Sorry for interrupting in your discussion…Iam facing one problem
in REST.
I am using REST for my api…so if user hits the http link in browser i
do some
validation and some process and i want to show them in xml output…
so output should be
<description

your mail sent successfully


if i use responds_to
in my controller i dont know how to show the above result…if any one
knows help me

Jesse C. wrote:

I think he might have been referring to Rails’ implementation of REST
which AFAIK relies on javascript to set http methods on links for
methods other than :get.

-jc

I am indeed referring to this. See
http://www.b-simple.de/documents/download/6 where it says in para 1.8.3
that Rails generates Javascript to handle the DELETE request. This
generates a hidden field called “_method” that contains the HTTP verb.

So, I suppose to handle DELETEs where Javascript is not there, you’d
have to manually add this hidden field in your HTML.

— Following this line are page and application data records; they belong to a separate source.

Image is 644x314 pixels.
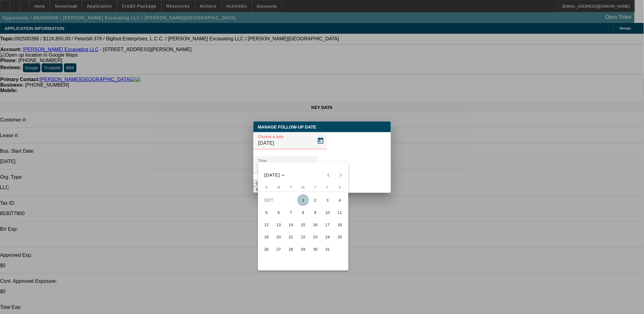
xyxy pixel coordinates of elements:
button: October 28, 2025 [285,243,297,255]
button: October 14, 2025 [285,218,297,230]
span: 8 [298,207,309,218]
button: Choose month and year [262,170,287,181]
span: 3 [322,195,333,205]
button: October 17, 2025 [321,218,334,230]
button: October 13, 2025 [272,218,285,230]
span: 13 [273,219,284,230]
button: October 18, 2025 [334,218,346,230]
span: M [277,185,280,189]
button: October 4, 2025 [334,194,346,206]
button: October 10, 2025 [321,206,334,218]
button: October 19, 2025 [260,230,272,243]
span: 1 [298,195,309,205]
button: October 11, 2025 [334,206,346,218]
button: October 26, 2025 [260,243,272,255]
span: 22 [298,231,309,242]
span: 6 [273,207,284,218]
span: [DATE] [264,173,280,177]
span: S [338,185,341,189]
span: 15 [298,219,309,230]
span: 21 [286,231,297,242]
button: October 3, 2025 [321,194,334,206]
span: F [327,185,329,189]
span: 27 [273,244,284,255]
span: 26 [261,244,272,255]
button: October 9, 2025 [309,206,321,218]
span: 5 [261,207,272,218]
span: 9 [310,207,321,218]
button: October 23, 2025 [309,230,321,243]
span: 14 [286,219,297,230]
span: 4 [334,195,345,205]
span: 2 [310,195,321,205]
span: 31 [322,244,333,255]
span: 12 [261,219,272,230]
button: October 2, 2025 [309,194,321,206]
button: October 22, 2025 [297,230,309,243]
span: 10 [322,207,333,218]
button: October 30, 2025 [309,243,321,255]
button: October 5, 2025 [260,206,272,218]
span: S [265,185,267,189]
span: 25 [334,231,345,242]
span: 11 [334,207,345,218]
button: October 24, 2025 [321,230,334,243]
span: 28 [286,244,297,255]
button: October 25, 2025 [334,230,346,243]
span: 19 [261,231,272,242]
button: October 6, 2025 [272,206,285,218]
span: T [314,185,317,189]
span: 7 [286,207,297,218]
button: October 29, 2025 [297,243,309,255]
span: 24 [322,231,333,242]
span: 29 [298,244,309,255]
button: October 20, 2025 [272,230,285,243]
span: 16 [310,219,321,230]
button: October 8, 2025 [297,206,309,218]
td: OCT [260,194,297,206]
button: October 7, 2025 [285,206,297,218]
span: 17 [322,219,333,230]
span: 20 [273,231,284,242]
button: October 21, 2025 [285,230,297,243]
span: 23 [310,231,321,242]
span: W [302,185,305,189]
button: October 31, 2025 [321,243,334,255]
button: October 16, 2025 [309,218,321,230]
button: October 1, 2025 [297,194,309,206]
span: 18 [334,219,345,230]
button: October 27, 2025 [272,243,285,255]
span: 30 [310,244,321,255]
button: October 15, 2025 [297,218,309,230]
span: T [290,185,292,189]
button: October 12, 2025 [260,218,272,230]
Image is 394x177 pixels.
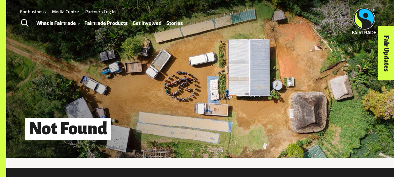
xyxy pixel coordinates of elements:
a: Stories [166,18,183,27]
a: Media Centre [52,9,79,14]
a: Fairtrade Products [84,18,127,27]
img: Fairtrade Australia New Zealand logo [352,8,376,34]
a: Get Involved [132,18,161,27]
a: What is Fairtrade [36,18,80,27]
a: Toggle Search [17,15,32,31]
h1: Not Found [25,117,111,140]
a: Partners Log In [85,9,116,14]
a: For business [20,9,46,14]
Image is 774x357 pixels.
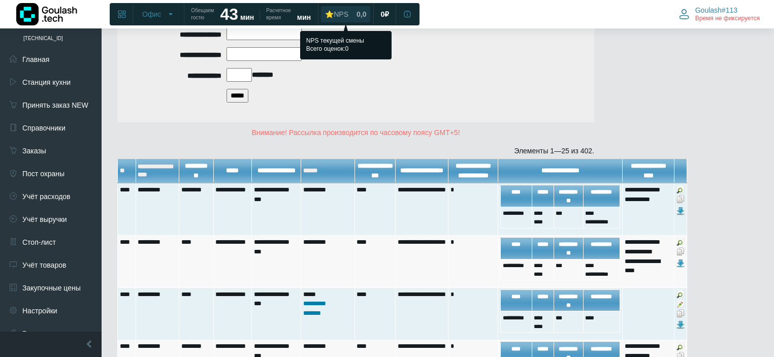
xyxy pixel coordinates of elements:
span: Офис [142,10,161,19]
div: Элементы 1—25 из 402. [117,146,594,156]
span: ₽ [385,10,389,19]
button: Goulash#113 Время не фиксируется [673,4,766,25]
span: Время не фиксируется [695,15,760,23]
span: 0 [380,10,385,19]
span: Goulash#113 [695,6,738,15]
span: 0 [345,45,349,52]
span: мин [297,13,311,21]
img: Логотип компании Goulash.tech [16,3,77,25]
span: Всего оценок: [306,45,348,52]
button: Офис [136,6,181,22]
span: 0,0 [357,10,366,19]
a: Обещаем гостю 43 мин Расчетное время мин [185,5,317,23]
span: NPS текущей смены [306,37,364,44]
a: ⭐NPS 0,0 NPS текущей смены Всего оценок:0 [319,5,372,23]
span: Обещаем гостю [191,7,214,21]
span: NPS [334,10,348,18]
span: мин [240,13,254,21]
div: ⭐ [325,10,348,19]
span: Расчетное время [266,7,291,21]
a: 0 ₽ [374,5,395,23]
strong: 43 [220,5,238,23]
span: Внимание! Рассылка производится по часовому поясу GMT+5! [251,129,460,137]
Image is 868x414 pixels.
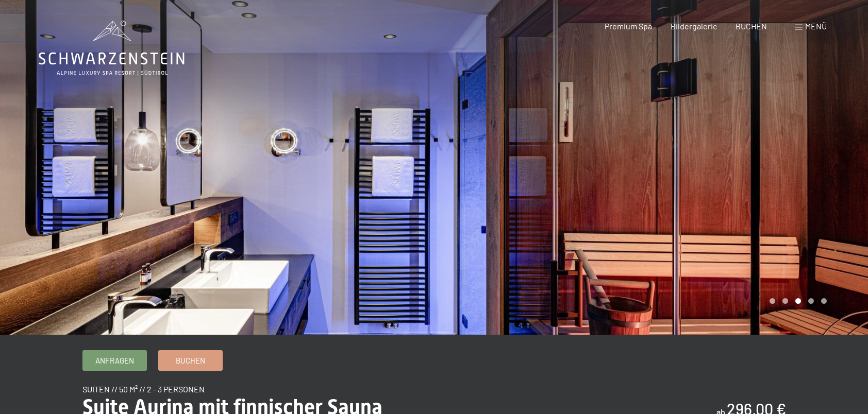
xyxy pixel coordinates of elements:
[176,355,205,366] span: Buchen
[95,355,134,366] span: Anfragen
[83,350,146,370] a: Anfragen
[805,21,826,31] span: Menü
[82,384,205,394] span: Suiten // 50 m² // 2 - 3 Personen
[670,21,717,31] a: Bildergalerie
[736,21,767,31] a: BUCHEN
[605,21,651,31] a: Premium Spa
[159,350,222,370] a: Buchen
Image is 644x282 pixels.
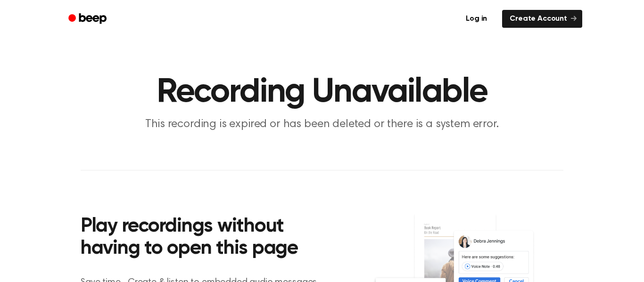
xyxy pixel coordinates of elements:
h2: Play recordings without having to open this page [81,216,335,260]
a: Beep [62,10,115,28]
p: This recording is expired or has been deleted or there is a system error. [141,117,503,132]
a: Log in [456,8,496,30]
a: Create Account [502,10,582,28]
h1: Recording Unavailable [81,75,563,109]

Jim - My take: I recommend trying the REST route. It’s useful even if
not doing XML or APIs. REST is a way of thinking about the design of
your application. It will make you think more tactically about how to
build a well designed app. And though it may feel constrained and
more difficult to design, I’ve found that working with a limited set
of “verbs” makes the resultant designs easier to understand and the
code easier to maintain and test. You end up with nice, small,
simple pieces of code that are each easy to understand and are solid
at doing their one thing well. New programmers looking at your code
(or you revisiting it later) find things right where you expect them
to be in a well-packaged, predictable manner. Take a look through the
Beast Forum source code (http://svn.techno-weenie.net/projects/beast/)
to see how nice a REST-ful approach can look. Also see:
http://www.therailsway.com/2007/2/13/signout-part-1 for notes from
Jamis B. on “Why REST?”. Try the REST-ful approach and I think
you’ll find that Jamis’s preference for REST is well founded.